1.04.2017

some things change and some things stay the same

While trying to gain more space on my computer's hard drive this morning, I came across the video below. It's of Calvin when he was five, after having weaned him off of one benzodiazepine, clonazepam, with the aid of another, clobazam, aka Onfi. I'd forgotten until seeing this that he's been on clobazam for so long, which no doubt contributes to its difficult and protracted withdrawal that will, unbelievably, enter its fourth year in April.

In the video I see a child who is almost six but who appears as if he is a toddler. I see a boy who is vexed by mere gravity and by antiepileptic drugs causing dizziness, weakness and fatigue just to name a few. I see a boy struggling to regain a hard-fought skill—getting into a stand on his own—which he lost to the ills of too many drugs back when he was four. I see a grinning boy whose smile had submarined for two years.

I also see my boy who still delights in the sound and feel of banging cupboard doors and wooden shutters, a boy who still has a tendency to drool (due mostly to clobazam), and a boy whose feet make slapping sounds when he walks because he doesn't—can't—step heel to toe.

As we slowly remove Calvin's benzodiazepine (we've taken him from about 1.8 mgs/kg down to 0.1 mgs/kg), we see a boy emerge who is in many ways the same as he was before he took any benzodiazepines—happier, calmer, stronger in some ways, clearer, steadier. But partly because he's been on so many debilitating drugs for so long, and as long as he must take them to tamp down his seizures, he'll likely remain, in many ways, the toddler we knew when he was only five.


#### Problem statement
Filter the entries and keep only the lines where the string "into" appears.

#### Provided records
* * * * * * *

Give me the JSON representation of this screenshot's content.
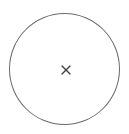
{
  "close_button": {
    "label": "Close",
    "icon": "close-icon",
    "stroke_color": "#6a6a6a",
    "icon_color": "#404040",
    "background": "#ffffff"
  }
}
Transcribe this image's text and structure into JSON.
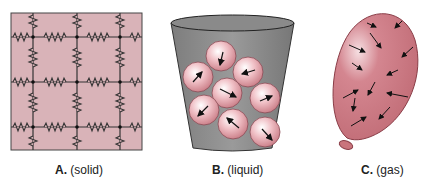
{
  "panels": [
    {
      "letter": "A.",
      "state": "(solid)"
    },
    {
      "letter": "B.",
      "state": "(liquid)"
    },
    {
      "letter": "C.",
      "state": "(gas)"
    }
  ],
  "colors": {
    "solid_bg": "#d9b3b8",
    "cup": "#8f8f8f",
    "particle": "#e8a9b0",
    "balloon": "#c9747c"
  }
}
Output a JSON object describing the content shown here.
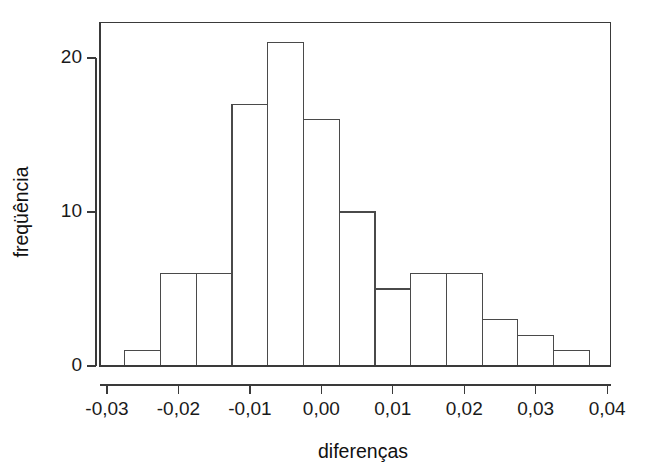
{
  "chart_data": {
    "type": "bar",
    "chart_subtype": "histogram",
    "title": "",
    "subtitle": "",
    "xlabel": "diferenças",
    "ylabel": "freqüência",
    "xlim": [
      -0.031,
      0.0405
    ],
    "ylim": [
      0,
      22.3
    ],
    "grid": false,
    "legend": null,
    "bin_width": 0.005,
    "bin_edges": [
      -0.0275,
      -0.0225,
      -0.0175,
      -0.0125,
      -0.0075,
      -0.0025,
      0.0025,
      0.0075,
      0.0125,
      0.0175,
      0.0225,
      0.0275,
      0.0325,
      0.0375
    ],
    "categories": [
      "-0.0275 a -0.0225",
      "-0.0225 a -0.0175",
      "-0.0175 a -0.0125",
      "-0.0125 a -0.0075",
      "-0.0075 a -0.0025",
      "-0.0025 a 0.0025",
      "0.0025 a 0.0075",
      "0.0075 a 0.0125",
      "0.0125 a 0.0175",
      "0.0175 a 0.0225",
      "0.0225 a 0.0275",
      "0.0275 a 0.0325",
      "0.0325 a 0.0375"
    ],
    "values": [
      1,
      6,
      6,
      17,
      21,
      16,
      10,
      5,
      6,
      6,
      3,
      2,
      1
    ],
    "total_count": 100,
    "x_ticks": [
      -0.03,
      -0.02,
      -0.01,
      0.0,
      0.01,
      0.02,
      0.03,
      0.04
    ],
    "x_tick_labels": [
      "-0,03",
      "-0,02",
      "-0,01",
      "0,00",
      "0,01",
      "0,02",
      "0,03",
      "0,04"
    ],
    "y_ticks": [
      0,
      10,
      20
    ],
    "y_tick_labels": [
      "0",
      "10",
      "20"
    ],
    "colors": {
      "bar_fill": "#ffffff",
      "bar_stroke": "#4a4a4a",
      "axis": "#3a3a3a",
      "text": "#1a1a1a",
      "background": "#ffffff"
    }
  }
}
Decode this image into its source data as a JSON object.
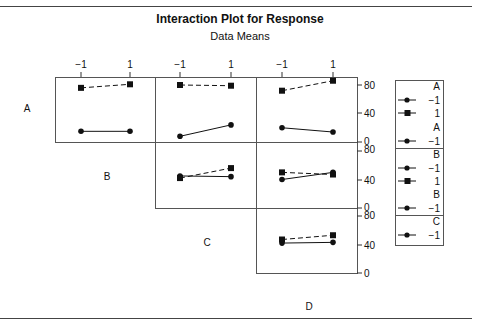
{
  "chart_data": {
    "type": "line",
    "title": "Interaction Plot for Response",
    "subtitle": "Data Means",
    "factors": [
      "A",
      "B",
      "C",
      "D"
    ],
    "levels": [
      "-1",
      "1"
    ],
    "x_tick_labels": [
      "−1",
      "1",
      "−1",
      "1",
      "−1",
      "1"
    ],
    "y_tick_labels": [
      "0",
      "40",
      "80"
    ],
    "ylim": [
      0,
      80
    ],
    "grid": false,
    "legend_position": "right",
    "panels": [
      {
        "row": "A",
        "col": "B",
        "series": [
          {
            "name": "A = -1",
            "marker": "circle",
            "linestyle": "solid",
            "x": [
              "-1",
              "1"
            ],
            "values": [
              15,
              15
            ]
          },
          {
            "name": "A = 1",
            "marker": "square",
            "linestyle": "dashed",
            "x": [
              "-1",
              "1"
            ],
            "values": [
              76,
              81
            ]
          }
        ]
      },
      {
        "row": "A",
        "col": "C",
        "series": [
          {
            "name": "A = -1",
            "marker": "circle",
            "linestyle": "solid",
            "x": [
              "-1",
              "1"
            ],
            "values": [
              8,
              24
            ]
          },
          {
            "name": "A = 1",
            "marker": "square",
            "linestyle": "dashed",
            "x": [
              "-1",
              "1"
            ],
            "values": [
              80,
              79
            ]
          }
        ]
      },
      {
        "row": "A",
        "col": "D",
        "series": [
          {
            "name": "A = -1",
            "marker": "circle",
            "linestyle": "solid",
            "x": [
              "-1",
              "1"
            ],
            "values": [
              20,
              14
            ]
          },
          {
            "name": "A = 1",
            "marker": "square",
            "linestyle": "dashed",
            "x": [
              "-1",
              "1"
            ],
            "values": [
              72,
              86
            ]
          }
        ]
      },
      {
        "row": "B",
        "col": "C",
        "series": [
          {
            "name": "B = -1",
            "marker": "circle",
            "linestyle": "solid",
            "x": [
              "-1",
              "1"
            ],
            "values": [
              45,
              44
            ]
          },
          {
            "name": "B = 1",
            "marker": "square",
            "linestyle": "dashed",
            "x": [
              "-1",
              "1"
            ],
            "values": [
              42,
              56
            ]
          }
        ]
      },
      {
        "row": "B",
        "col": "D",
        "series": [
          {
            "name": "B = -1",
            "marker": "circle",
            "linestyle": "solid",
            "x": [
              "-1",
              "1"
            ],
            "values": [
              40,
              50
            ]
          },
          {
            "name": "B = 1",
            "marker": "square",
            "linestyle": "dashed",
            "x": [
              "-1",
              "1"
            ],
            "values": [
              50,
              47
            ]
          }
        ]
      },
      {
        "row": "C",
        "col": "D",
        "series": [
          {
            "name": "C = -1",
            "marker": "circle",
            "linestyle": "solid",
            "x": [
              "-1",
              "1"
            ],
            "values": [
              42,
              43
            ]
          },
          {
            "name": "C = 1",
            "marker": "square",
            "linestyle": "dashed",
            "x": [
              "-1",
              "1"
            ],
            "values": [
              47,
              53
            ]
          }
        ]
      }
    ],
    "legend": [
      {
        "factor": "A",
        "entries": [
          {
            "marker": "circle",
            "label": "−1"
          },
          {
            "marker": "square",
            "label": "1"
          }
        ]
      },
      {
        "factor": "A",
        "entries": [
          {
            "marker": "circle",
            "label": "−1"
          }
        ]
      },
      {
        "factor": "B",
        "entries": [
          {
            "marker": "circle",
            "label": "−1"
          },
          {
            "marker": "square",
            "label": "1"
          }
        ]
      },
      {
        "factor": "B",
        "entries": [
          {
            "marker": "circle",
            "label": "−1"
          }
        ]
      },
      {
        "factor": "C",
        "entries": [
          {
            "marker": "circle",
            "label": "−1"
          },
          {
            "marker": "square",
            "label": "1"
          }
        ]
      }
    ]
  },
  "labels": {
    "title": "Interaction Plot for Response",
    "subtitle": "Data Means",
    "row_A": "A",
    "row_B": "B",
    "row_C": "C",
    "col_D": "D",
    "xt_neg": "−1",
    "xt_pos": "1",
    "yt_0": "0",
    "yt_40": "40",
    "yt_80": "80",
    "leg_A": "A",
    "leg_B": "B",
    "leg_C": "C",
    "leg_neg": "−1",
    "leg_pos": "1"
  },
  "colors": {
    "ink": "#111111",
    "frame": "#555555"
  }
}
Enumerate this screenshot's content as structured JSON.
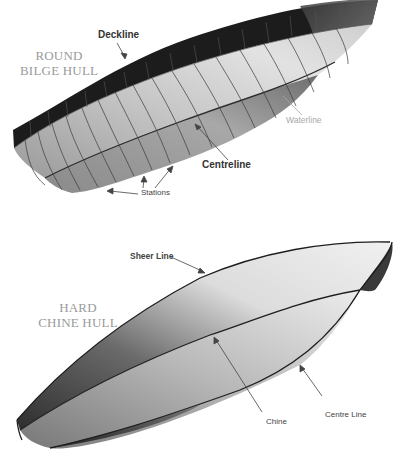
{
  "diagram": {
    "top": {
      "title_line1": "ROUND",
      "title_line2": "BILGE HULL",
      "labels": {
        "deckline": "Deckline",
        "waterline": "Waterline",
        "centreline": "Centreline",
        "stations": "Stations"
      }
    },
    "bottom": {
      "title_line1": "HARD",
      "title_line2": "CHINE HULL",
      "labels": {
        "sheer_line": "Sheer Line",
        "chine": "Chine",
        "centre_line": "Centre Line"
      }
    },
    "colors": {
      "background": "#ffffff",
      "deck_band": "#1a1a1a",
      "hull_mid": "#b5b5b5",
      "hull_light": "#e6e6e6",
      "title_text": "#9a9a9a",
      "outline": "#222222"
    }
  }
}
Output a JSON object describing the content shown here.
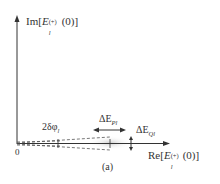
{
  "diagram": {
    "panel_label": "(a)",
    "axes": {
      "y_label_prefix": "Im[",
      "y_label_symbol": "E",
      "y_label_sup": "(+)",
      "y_label_sub": "l",
      "y_label_suffix": "(0)]",
      "x_label_prefix": "Re[",
      "x_label_symbol": "E",
      "x_label_sup": "(+)",
      "x_label_sub": "l",
      "x_label_suffix": "(0)]",
      "origin_label": "0"
    },
    "annotations": {
      "phase_width": "2δφ",
      "phase_width_sub": "l",
      "delta_P": "ΔE",
      "delta_P_sub": "Pl",
      "delta_Q": "ΔE",
      "delta_Q_sub": "Ql"
    },
    "colors": {
      "axis": "#333333",
      "dashed": "#555555",
      "blob": "#d9d9d9"
    }
  }
}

* * * * * * *

#### Exercise output
Transcribe this image's text and structure into JSON.
Decode this image into its source data as a JSON object.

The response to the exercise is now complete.